Classweekly
ReadingKindergarten – 5th Grade

What Is Making Predictions in Reading?

By ClassWeekly Teachers·

Taught in US schools

Kindergarten1st Grade2nd Grade3rd Grade4th Grade5th Grade
Making Predictions

Key Takeaways

  • Predicting means using text clues and background knowledge to think ahead about what will happen.
  • Good predictions are supported by evidence - they are not random guesses.
  • Returning to check, revise, or confirm predictions keeps readers actively engaged throughout a text.
  • Predicting develops inference skills and overall reading comprehension.

What Is Making Predictions?

Making predictions is a reading comprehension strategy in which readers use clues from the text and their own background knowledge to anticipate what will happen next. Good predictions are not guesses - they are evidence-based inferences about the future direction of the text.

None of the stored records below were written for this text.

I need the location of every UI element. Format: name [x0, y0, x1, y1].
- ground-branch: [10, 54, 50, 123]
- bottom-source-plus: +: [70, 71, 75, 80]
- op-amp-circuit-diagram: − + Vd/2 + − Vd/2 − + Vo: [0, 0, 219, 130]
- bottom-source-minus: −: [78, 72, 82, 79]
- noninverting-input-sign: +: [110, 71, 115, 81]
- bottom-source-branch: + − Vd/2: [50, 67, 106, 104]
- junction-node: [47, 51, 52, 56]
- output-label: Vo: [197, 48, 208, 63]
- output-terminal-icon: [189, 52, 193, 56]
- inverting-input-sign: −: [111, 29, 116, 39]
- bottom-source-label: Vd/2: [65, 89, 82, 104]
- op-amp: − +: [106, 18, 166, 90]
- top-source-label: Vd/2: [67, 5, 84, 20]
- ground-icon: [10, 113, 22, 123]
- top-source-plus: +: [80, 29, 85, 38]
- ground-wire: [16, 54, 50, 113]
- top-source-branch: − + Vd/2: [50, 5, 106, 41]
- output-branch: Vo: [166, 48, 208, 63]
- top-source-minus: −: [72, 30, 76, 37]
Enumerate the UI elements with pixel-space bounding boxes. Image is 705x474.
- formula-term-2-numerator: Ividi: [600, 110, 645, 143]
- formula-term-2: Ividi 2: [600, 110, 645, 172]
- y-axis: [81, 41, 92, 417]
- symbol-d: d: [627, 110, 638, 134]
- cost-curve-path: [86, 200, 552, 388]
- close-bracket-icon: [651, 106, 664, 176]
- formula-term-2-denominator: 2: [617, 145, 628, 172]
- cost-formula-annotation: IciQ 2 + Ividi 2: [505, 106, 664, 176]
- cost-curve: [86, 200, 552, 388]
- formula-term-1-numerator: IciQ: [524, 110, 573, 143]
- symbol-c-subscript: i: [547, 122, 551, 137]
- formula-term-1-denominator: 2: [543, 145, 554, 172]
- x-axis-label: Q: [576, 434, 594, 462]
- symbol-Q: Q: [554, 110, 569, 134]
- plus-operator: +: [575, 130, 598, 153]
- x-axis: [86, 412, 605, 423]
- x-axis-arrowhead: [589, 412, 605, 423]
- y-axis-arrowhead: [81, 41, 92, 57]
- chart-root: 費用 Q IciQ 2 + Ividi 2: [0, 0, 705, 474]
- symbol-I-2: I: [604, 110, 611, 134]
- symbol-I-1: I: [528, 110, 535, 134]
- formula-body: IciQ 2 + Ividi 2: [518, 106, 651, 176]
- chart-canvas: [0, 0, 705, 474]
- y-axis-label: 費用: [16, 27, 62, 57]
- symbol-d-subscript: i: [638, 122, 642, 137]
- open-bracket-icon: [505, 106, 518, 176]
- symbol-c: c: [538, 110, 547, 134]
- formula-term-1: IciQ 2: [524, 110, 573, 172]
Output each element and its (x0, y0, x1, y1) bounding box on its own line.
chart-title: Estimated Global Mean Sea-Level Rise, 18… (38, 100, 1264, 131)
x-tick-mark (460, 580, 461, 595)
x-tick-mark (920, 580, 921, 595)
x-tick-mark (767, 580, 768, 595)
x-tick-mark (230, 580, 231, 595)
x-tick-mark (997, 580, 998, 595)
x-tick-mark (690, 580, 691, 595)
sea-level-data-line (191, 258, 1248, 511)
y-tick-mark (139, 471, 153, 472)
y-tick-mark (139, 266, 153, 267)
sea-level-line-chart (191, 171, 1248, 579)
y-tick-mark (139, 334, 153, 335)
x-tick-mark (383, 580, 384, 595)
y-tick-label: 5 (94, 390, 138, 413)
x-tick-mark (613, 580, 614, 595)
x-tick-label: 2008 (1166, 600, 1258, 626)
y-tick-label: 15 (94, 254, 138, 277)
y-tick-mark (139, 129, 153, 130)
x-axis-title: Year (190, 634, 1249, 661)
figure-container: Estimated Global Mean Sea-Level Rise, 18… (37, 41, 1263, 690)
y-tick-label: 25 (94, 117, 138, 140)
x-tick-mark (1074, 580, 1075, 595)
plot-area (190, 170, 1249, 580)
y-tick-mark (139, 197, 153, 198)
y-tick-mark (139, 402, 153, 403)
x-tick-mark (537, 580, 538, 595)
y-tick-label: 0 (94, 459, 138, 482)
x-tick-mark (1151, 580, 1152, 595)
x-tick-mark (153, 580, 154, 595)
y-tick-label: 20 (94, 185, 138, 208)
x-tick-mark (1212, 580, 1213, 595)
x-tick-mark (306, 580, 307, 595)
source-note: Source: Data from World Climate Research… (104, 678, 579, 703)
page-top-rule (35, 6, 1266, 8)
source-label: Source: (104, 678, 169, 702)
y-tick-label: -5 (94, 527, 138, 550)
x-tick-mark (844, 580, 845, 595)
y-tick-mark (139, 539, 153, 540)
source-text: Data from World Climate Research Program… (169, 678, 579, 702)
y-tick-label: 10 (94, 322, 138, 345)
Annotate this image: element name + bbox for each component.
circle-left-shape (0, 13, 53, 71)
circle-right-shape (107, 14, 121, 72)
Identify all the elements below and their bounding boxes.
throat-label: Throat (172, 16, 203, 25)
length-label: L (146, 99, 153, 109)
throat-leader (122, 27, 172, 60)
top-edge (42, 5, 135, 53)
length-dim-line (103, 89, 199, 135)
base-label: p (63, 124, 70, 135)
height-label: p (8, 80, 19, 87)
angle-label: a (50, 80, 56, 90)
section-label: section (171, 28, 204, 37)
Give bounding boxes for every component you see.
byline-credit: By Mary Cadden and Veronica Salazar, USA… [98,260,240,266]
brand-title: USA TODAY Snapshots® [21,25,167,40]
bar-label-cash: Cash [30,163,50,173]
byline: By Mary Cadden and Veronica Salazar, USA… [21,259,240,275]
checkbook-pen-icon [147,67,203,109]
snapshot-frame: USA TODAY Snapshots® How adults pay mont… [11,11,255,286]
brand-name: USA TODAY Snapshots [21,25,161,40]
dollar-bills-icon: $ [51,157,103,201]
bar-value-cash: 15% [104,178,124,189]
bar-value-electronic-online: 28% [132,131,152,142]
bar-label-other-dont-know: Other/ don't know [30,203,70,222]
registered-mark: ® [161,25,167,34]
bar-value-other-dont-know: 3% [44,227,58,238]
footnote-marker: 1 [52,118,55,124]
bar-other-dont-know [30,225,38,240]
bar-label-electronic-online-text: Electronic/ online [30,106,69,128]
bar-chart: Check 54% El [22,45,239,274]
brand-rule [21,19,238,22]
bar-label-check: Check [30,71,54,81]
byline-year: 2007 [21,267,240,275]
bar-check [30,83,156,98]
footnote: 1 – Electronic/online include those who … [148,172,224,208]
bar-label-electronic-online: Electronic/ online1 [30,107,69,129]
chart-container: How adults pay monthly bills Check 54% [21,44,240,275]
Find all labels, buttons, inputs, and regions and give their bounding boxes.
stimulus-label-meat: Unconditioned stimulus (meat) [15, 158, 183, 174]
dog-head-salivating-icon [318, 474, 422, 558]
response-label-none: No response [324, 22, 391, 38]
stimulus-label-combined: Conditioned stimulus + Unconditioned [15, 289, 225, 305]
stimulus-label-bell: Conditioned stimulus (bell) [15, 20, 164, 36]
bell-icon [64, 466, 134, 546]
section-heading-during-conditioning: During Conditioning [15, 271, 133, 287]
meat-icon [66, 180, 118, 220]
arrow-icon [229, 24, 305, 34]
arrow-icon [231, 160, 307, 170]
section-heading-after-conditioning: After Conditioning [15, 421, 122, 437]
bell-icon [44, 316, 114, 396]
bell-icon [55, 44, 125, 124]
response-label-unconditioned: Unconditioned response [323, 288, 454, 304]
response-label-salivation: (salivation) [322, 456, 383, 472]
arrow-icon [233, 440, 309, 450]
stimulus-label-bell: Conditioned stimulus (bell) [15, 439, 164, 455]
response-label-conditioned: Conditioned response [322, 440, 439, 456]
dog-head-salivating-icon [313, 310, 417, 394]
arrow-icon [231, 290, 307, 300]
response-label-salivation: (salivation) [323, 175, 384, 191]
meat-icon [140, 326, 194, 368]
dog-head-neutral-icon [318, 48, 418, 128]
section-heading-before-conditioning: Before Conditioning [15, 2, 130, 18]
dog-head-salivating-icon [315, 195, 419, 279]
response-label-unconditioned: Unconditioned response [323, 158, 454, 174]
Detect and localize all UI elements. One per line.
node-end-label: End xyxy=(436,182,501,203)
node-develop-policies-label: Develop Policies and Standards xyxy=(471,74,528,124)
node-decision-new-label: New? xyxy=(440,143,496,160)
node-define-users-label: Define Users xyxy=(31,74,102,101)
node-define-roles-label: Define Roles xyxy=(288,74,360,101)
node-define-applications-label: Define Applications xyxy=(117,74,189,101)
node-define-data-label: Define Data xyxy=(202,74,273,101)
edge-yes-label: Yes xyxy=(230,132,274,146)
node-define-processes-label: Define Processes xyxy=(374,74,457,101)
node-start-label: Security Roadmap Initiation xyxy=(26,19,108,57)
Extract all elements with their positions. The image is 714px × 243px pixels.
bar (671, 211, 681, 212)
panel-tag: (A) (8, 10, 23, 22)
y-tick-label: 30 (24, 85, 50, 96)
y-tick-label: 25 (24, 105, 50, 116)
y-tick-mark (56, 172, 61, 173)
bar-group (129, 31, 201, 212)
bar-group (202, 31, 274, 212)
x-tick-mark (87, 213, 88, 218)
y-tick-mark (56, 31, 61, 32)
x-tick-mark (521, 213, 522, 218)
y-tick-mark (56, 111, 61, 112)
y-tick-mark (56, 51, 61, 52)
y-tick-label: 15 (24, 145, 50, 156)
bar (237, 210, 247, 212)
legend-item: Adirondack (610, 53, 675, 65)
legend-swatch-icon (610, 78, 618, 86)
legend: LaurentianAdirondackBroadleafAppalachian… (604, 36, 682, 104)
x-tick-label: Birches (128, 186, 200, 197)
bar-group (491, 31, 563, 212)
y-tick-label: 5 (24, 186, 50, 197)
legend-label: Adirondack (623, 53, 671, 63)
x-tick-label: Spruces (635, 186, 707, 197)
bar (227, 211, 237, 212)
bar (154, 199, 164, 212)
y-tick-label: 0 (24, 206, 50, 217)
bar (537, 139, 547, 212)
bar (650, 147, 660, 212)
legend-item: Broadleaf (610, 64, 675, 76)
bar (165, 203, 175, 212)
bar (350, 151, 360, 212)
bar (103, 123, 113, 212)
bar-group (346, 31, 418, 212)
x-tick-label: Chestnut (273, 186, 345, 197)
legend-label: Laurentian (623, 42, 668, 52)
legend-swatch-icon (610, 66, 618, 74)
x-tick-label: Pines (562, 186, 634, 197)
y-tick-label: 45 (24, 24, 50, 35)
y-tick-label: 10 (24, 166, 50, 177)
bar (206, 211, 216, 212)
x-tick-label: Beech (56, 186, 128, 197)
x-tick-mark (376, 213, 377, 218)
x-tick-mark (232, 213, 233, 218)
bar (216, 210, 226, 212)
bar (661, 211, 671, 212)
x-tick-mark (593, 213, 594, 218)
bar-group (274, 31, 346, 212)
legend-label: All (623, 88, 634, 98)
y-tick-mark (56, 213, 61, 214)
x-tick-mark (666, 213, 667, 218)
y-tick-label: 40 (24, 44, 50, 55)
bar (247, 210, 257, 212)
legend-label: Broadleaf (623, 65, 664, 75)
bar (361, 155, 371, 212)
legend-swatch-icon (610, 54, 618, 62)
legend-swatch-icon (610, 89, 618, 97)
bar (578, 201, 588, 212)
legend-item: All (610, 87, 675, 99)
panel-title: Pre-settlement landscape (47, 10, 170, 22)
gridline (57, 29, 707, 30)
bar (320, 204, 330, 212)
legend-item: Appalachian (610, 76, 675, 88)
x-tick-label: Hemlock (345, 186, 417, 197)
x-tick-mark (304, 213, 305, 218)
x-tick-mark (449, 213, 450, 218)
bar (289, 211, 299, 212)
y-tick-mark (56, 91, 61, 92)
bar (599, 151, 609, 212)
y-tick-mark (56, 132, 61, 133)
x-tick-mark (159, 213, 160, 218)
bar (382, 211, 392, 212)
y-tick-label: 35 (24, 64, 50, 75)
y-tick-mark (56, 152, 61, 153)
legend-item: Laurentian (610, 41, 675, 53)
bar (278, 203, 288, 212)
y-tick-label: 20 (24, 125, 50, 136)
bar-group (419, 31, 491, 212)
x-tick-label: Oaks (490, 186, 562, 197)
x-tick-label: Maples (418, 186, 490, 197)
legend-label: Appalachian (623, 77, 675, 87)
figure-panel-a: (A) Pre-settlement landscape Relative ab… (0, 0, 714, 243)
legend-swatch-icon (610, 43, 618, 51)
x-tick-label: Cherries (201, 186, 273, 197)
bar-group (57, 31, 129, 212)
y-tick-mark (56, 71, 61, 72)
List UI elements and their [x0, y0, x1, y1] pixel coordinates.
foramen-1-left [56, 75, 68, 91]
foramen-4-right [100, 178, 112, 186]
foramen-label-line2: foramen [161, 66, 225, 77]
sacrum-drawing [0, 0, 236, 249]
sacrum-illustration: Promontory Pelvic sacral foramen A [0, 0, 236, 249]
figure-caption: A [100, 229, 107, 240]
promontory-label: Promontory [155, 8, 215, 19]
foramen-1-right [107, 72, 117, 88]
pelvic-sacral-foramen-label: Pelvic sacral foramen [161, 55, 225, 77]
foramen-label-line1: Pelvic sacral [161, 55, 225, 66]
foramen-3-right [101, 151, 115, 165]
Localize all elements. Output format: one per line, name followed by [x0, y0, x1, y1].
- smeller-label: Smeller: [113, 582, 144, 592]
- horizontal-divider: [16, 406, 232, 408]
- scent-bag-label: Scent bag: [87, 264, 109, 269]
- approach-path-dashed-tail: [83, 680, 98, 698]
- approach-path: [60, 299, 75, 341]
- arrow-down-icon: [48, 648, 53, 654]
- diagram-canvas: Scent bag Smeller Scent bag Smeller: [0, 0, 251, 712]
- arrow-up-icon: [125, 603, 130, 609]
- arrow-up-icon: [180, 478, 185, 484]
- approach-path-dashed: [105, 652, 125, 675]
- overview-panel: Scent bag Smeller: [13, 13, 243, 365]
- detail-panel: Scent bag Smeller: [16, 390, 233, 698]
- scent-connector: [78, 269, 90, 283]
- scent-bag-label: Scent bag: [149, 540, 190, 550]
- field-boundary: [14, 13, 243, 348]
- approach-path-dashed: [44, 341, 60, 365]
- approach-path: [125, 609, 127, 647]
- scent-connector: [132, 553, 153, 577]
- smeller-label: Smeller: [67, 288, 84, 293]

Predicting is one of the seven core reading comprehension strategies (along with visualizing, connecting, questioning, inferring, summarizing, and monitoring understanding).

What Good Predictors Do

Active readers make predictions throughout reading - not just at the beginning:

Before reading: Use the cover, title, author, and blurb to predict genre, topic, and tone.

During reading: Update predictions as new information is revealed. Revise when surprised.

After reading: Reflect on which predictions were accurate and why, and which were wrong and what that reveals about the text.

Types of Prediction Clues

Text-based clues:

  • Title and headings
  • Illustrations and photographs
  • Character behavior and traits
  • Events and patterns already established
  • Genre and text structure conventions

Knowledge-based clues:

  • Prior knowledge of similar topics
  • Real-world experience with similar situations
  • Understanding of how narrative genres typically resolve

Sentence Frames for Prediction

Giving students language to structure their predictions builds both comprehension and academic vocabulary:

  • "I predict _____ because the text says _____."
  • "Based on _____, I think _____ will happen."
  • "I was surprised that _____. Now I think _____ because _____."

What Grade Do Kids Learn Predictions?

Kindergarten–1st grade: Students use pictures and text clues to predict outcomes.

2nd–3rd grade: Students make evidence-based predictions with increasing precision and revisit them during reading.

4th–5th grade: Predictions shift to more complex inferences about character motivation, theme, and author intent, not just "what happens next."

Common Misconceptions

Predictions must be correct to be valuable: Wrong predictions teach students just as much as correct ones. Discussing "Why was I wrong? What did the author do to surprise me?" builds analytical thinking.

Predict once at the beginning: Effective prediction is ongoing. Students should re-predict at chapter breaks, after significant events, and any time something surprising happens.

Prediction is only for fiction: Readers of nonfiction can also predict: "I think this article will explain how volcanoes form because the title says 'Inside Volcanoes.'"

Practice Activities

  • Prediction journal: Students record predictions and evidence at 3-4 stopping points throughout a text.

  • Sticky note stopping: Readers place sticky notes at chapter breaks recording new predictions.

  • Cover prediction: Before opening a book, students predict genre, mood, and major character challenge from the cover.

  • Prediction vs. actual chart: Two columns - what I predicted, what actually happened.

  • Read-aloud pause: Teacher reads aloud and stops at tense moments: "What do you predict happens next? What's your evidence?"

Making Predictions in the classroom

Frequently Asked Questions

What does 'making predictions' mean in reading?

Making predictions means using clues from the text - the title, pictures, events so far, character behavior - plus your own background knowledge to anticipate what might happen next. Predictions keep readers actively thinking and engaged. A good prediction is based on evidence, not just a wish for how the story will go.

How is a prediction different from a guess?

A guess is random. A prediction is an educated inference based on evidence. When students make predictions in reading, they cite specific text evidence or prior knowledge that supports their thinking. 'I predict she will fail the test because the text says she was daydreaming all week' is a prediction. 'I think something bad will happen' is a guess.

What are good sources of prediction evidence?

Sources include: the title and cover illustration, chapter headings, illustrations within the text, character traits and past behavior, events and patterns that have already occurred, genre conventions (fairy tales typically have happy endings), and personal knowledge of how similar situations resolve in real life.

Should predictions always be correct?

No - predictions don't need to be right. What matters is that they are evidence-based and that students return to check them. Revising predictions when new information is revealed is actually a higher-level skill than simply making them. Authors sometimes surprise readers deliberately. Discussing why a prediction was wrong deepens comprehension.

How does predicting help comprehension?

Predicting keeps readers mentally active and motivated. Readers who predict naturally pay closer attention to the text to see if they were right. Making and checking predictions also builds inference skills (reading between the lines) and trains students to attend to text details that might otherwise be overlooked.

Free Making Predictions Worksheets

Curriculum-aligned printable worksheets for Kindergarten – 5th Grade. Download free.